While in prison, Szenes used a mirror to flash signals out of the window to prisoners in other cells and communicated using large cut-out letters that she placed in her cell window one at a time and by drawing the Magen David in the dust. She tried to keep their spirits up by singing, and through all the things Szenes went through she still kept her spirit high and stayed true to her mission.
She was tried for treason on October 28, 1944. There was an eight-day postponement to give the judges more time to find a verdict, followed by another postponement, this one because of the appointment of a new Judge Advocate. She was executed by afiring squad. She kept diary entries until her last day, November 7, 1944 when she was executed by a German firing squad. One of them read: “In the month of July, I shall be twenty-three/I played a number in a game/The dice have rolled. I have lost,” and another: “I loved the warm sunlight.”

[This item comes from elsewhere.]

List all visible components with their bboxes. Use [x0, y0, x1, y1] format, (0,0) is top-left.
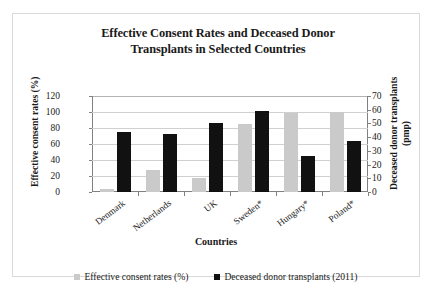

Her diary was published in Hebrew in 1946. Her remains were brought to Israel in 1950 and buried in the cemetery on Mount Herzl,Jerusalem. Her tombstone was brought to Israel in November 2007 and placed in Sdot Yam.
During the trial of Rudolf Kastner, Hannah’s mother, Catherina Senesh, testified that during the time her daughter was imprisoned, Kastner’s people had advised her not to obtain a lawyer for her daughter. Further, she recalled a conversation with Kastner after the war, telling him, “I don’t say that you could have saved my daughter Hannah, but that you didn’t try - it makes it harder for me that nothing was done.”
After the Cold War, a Hungarian military court officially exonerated her. Her kin in Israel were informed on November 5, 1993.
(via fyeah-history)
Source: historicalawesomeness
![Haha, fooled you! WE’RE NOT REALLY COLLIDING. >D
(This is how most of astronomy works. XD)
expose-the-light:
Spectacular View of Two Seemingly Colliding Galaxies Captured By Hubble
Hubble has captured this beautiful new view of NGC 3314, two spiral galaxies located in the constellation Hydra, between 117 and 140 million light-years away from Earth. But they are not really colliding. If they were, they would look like this.
It’s an optical effect: NGC 3314A (on the foreground) and NGC 3314B (on the background) are just overlapping, separated “ten times the distance between our Milky Way and neighboring Andromeda galaxy.”